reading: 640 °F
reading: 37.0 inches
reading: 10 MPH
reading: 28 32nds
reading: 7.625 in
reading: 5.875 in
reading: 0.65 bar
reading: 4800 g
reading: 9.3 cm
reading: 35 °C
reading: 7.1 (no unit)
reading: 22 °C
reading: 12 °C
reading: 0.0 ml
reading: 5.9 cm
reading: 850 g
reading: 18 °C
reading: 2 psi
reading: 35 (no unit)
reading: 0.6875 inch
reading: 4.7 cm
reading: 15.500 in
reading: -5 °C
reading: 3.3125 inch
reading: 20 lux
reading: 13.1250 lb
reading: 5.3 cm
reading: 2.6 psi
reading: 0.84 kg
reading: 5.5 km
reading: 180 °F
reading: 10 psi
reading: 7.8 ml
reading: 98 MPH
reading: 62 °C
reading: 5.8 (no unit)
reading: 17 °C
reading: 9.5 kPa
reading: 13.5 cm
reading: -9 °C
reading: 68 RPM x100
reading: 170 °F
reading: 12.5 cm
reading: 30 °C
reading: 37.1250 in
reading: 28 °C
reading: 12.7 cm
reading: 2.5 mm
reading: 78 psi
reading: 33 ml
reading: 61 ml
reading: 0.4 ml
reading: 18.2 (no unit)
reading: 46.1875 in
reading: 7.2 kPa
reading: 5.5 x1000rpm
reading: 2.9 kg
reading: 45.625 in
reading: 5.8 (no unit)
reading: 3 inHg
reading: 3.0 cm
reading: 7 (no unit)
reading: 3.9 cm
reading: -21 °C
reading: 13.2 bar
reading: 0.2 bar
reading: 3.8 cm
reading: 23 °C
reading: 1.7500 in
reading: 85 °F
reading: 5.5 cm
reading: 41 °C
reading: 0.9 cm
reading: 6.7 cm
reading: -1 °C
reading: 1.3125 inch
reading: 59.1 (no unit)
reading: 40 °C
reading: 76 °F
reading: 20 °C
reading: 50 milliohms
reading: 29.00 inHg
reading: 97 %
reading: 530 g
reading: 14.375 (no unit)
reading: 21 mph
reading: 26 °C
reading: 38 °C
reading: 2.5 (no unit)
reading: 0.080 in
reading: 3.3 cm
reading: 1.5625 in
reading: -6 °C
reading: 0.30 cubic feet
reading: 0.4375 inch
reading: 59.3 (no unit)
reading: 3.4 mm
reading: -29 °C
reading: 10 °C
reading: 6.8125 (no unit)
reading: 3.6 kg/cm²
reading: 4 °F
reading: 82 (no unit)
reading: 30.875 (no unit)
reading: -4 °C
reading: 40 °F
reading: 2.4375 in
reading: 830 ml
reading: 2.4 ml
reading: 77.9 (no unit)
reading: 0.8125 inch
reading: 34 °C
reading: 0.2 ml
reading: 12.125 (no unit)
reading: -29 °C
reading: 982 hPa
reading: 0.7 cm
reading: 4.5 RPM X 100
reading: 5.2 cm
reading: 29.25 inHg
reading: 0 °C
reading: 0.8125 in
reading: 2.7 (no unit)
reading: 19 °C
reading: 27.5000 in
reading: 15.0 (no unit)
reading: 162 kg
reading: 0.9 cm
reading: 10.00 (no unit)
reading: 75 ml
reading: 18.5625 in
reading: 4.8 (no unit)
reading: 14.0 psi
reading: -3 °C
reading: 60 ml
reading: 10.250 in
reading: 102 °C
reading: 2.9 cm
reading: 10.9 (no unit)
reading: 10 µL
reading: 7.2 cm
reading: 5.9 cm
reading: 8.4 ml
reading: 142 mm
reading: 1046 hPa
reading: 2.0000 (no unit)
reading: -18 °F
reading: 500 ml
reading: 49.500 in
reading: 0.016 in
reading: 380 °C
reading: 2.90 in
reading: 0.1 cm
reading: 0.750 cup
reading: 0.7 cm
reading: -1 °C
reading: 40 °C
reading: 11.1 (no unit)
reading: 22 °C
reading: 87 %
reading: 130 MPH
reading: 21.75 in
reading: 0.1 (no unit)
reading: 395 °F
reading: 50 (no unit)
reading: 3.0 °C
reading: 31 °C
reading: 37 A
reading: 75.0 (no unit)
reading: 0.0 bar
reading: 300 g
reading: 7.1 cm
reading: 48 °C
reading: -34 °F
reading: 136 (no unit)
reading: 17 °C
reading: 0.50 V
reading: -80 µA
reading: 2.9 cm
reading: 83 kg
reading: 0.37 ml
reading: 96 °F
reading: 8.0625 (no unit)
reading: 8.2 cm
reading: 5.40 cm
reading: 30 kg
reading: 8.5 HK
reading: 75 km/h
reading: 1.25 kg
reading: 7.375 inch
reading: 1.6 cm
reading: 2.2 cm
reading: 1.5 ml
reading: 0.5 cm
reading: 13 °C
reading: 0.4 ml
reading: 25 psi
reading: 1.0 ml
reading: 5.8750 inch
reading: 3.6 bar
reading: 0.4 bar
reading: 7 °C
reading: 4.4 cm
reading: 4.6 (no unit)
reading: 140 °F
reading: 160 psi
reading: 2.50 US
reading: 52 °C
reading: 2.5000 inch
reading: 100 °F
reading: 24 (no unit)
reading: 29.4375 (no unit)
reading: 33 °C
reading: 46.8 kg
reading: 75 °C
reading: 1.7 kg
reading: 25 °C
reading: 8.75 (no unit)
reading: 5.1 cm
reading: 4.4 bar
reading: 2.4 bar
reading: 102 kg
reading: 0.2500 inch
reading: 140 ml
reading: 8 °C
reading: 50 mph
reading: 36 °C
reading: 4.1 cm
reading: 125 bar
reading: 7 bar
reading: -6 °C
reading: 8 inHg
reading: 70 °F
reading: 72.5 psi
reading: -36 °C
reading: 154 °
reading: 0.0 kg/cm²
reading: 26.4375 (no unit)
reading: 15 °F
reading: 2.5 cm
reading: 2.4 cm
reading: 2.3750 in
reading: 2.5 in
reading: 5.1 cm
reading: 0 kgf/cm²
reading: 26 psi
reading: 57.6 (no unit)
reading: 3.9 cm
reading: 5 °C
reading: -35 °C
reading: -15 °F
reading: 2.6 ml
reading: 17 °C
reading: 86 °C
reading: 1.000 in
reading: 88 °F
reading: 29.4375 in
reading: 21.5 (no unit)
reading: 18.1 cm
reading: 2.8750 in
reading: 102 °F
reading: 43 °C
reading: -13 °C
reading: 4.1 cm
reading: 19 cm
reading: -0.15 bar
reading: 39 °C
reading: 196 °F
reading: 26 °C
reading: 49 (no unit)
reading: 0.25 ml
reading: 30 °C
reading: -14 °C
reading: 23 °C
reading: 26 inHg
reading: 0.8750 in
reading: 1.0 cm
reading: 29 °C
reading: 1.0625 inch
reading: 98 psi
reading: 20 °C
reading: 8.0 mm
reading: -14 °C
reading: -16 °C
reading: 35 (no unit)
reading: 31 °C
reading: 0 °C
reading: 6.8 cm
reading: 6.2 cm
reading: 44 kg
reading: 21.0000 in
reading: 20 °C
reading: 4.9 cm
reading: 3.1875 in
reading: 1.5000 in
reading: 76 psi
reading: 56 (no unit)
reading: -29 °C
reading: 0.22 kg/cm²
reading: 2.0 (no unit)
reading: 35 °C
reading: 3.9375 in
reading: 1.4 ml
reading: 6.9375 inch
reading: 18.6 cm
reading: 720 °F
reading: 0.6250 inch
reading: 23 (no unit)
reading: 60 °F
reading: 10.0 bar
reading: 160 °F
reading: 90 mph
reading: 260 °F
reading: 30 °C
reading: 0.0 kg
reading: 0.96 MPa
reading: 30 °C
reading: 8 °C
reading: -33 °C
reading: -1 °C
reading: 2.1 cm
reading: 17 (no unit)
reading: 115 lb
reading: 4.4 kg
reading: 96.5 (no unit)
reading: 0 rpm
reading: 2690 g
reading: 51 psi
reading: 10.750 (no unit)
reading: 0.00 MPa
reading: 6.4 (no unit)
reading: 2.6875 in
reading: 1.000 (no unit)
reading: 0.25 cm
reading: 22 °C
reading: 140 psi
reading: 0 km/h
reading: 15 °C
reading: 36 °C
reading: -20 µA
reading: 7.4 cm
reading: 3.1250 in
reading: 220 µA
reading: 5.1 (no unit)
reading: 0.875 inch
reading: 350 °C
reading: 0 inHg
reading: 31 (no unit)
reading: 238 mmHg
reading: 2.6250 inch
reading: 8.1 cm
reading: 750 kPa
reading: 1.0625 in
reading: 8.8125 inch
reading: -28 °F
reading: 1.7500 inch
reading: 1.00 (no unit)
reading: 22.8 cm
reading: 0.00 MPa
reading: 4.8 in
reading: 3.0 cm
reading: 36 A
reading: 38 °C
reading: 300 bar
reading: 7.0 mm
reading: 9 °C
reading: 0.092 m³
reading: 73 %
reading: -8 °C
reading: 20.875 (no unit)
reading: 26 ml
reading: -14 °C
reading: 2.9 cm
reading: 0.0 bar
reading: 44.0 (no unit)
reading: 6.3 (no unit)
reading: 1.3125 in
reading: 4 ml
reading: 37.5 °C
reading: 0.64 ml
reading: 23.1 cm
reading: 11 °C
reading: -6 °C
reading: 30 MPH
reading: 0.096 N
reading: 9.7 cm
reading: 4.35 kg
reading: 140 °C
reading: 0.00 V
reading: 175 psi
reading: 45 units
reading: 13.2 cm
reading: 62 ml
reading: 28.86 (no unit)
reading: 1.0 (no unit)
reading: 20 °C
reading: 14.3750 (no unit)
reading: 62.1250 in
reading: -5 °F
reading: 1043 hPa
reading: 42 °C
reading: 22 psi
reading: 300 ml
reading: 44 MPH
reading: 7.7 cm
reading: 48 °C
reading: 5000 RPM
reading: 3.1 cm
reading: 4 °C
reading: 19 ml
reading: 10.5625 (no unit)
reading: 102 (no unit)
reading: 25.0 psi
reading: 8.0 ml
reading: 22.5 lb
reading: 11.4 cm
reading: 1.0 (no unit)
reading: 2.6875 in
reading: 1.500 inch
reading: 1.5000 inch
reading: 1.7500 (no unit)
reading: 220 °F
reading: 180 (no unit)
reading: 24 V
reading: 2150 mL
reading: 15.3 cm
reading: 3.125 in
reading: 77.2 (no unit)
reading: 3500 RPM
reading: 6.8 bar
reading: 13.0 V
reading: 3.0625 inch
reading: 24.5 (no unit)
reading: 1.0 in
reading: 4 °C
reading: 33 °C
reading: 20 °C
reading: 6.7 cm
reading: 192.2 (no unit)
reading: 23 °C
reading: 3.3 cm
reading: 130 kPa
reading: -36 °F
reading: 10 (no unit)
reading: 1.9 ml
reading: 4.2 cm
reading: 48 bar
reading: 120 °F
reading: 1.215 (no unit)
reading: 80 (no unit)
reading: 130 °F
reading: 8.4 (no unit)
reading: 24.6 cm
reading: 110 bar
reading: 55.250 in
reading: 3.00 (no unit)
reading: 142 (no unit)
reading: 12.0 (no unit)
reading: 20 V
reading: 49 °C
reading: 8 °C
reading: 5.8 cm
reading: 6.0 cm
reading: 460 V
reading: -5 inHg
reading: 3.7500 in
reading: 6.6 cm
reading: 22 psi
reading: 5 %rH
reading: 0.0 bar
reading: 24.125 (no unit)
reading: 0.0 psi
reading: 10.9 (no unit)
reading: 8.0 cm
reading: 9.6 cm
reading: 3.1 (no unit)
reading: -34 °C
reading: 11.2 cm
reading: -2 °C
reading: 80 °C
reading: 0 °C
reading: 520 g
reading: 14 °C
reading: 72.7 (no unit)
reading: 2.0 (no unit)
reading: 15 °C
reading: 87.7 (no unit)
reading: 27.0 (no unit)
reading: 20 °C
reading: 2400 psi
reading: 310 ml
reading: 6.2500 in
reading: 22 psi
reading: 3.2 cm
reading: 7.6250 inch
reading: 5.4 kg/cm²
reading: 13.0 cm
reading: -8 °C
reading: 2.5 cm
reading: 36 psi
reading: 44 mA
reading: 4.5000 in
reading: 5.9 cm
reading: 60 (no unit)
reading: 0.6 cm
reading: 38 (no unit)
===============
• [TASK PROMPT]:
Look above for the line holding "reading: 10.00 (no unit)" and the line holding "reading: 7.375 inch". Retype both, and every line between them, word for word and nothing else.

• [ANSWER BELOW]:
reading: 10.00 (no unit)
reading: 75 ml
reading: 18.5625 in
reading: 4.8 (no unit)
reading: 14.0 psi
reading: -3 °C
reading: 60 ml
reading: 10.250 in
reading: 102 °C
reading: 2.9 cm
reading: 10.9 (no unit)
reading: 10 µL
reading: 7.2 cm
reading: 5.9 cm
reading: 8.4 ml
reading: 142 mm
reading: 1046 hPa
reading: 2.0000 (no unit)
reading: -18 °F
reading: 500 ml
reading: 49.500 in
reading: 0.016 in
reading: 380 °C
reading: 2.90 in
reading: 0.1 cm
reading: 0.750 cup
reading: 0.7 cm
reading: -1 °C
reading: 40 °C
reading: 11.1 (no unit)
reading: 22 °C
reading: 87 %
reading: 130 MPH
reading: 21.75 in
reading: 0.1 (no unit)
reading: 395 °F
reading: 50 (no unit)
reading: 3.0 °C
reading: 31 °C
reading: 37 A
reading: 75.0 (no unit)
reading: 0.0 bar
reading: 300 g
reading: 7.1 cm
reading: 48 °C
reading: -34 °F
reading: 136 (no unit)
reading: 17 °C
reading: 0.50 V
reading: -80 µA
reading: 2.9 cm
reading: 83 kg
reading: 0.37 ml
reading: 96 °F
reading: 8.0625 (no unit)
reading: 8.2 cm
reading: 5.40 cm
reading: 30 kg
reading: 8.5 HK
reading: 75 km/h
reading: 1.25 kg
reading: 7.375 inch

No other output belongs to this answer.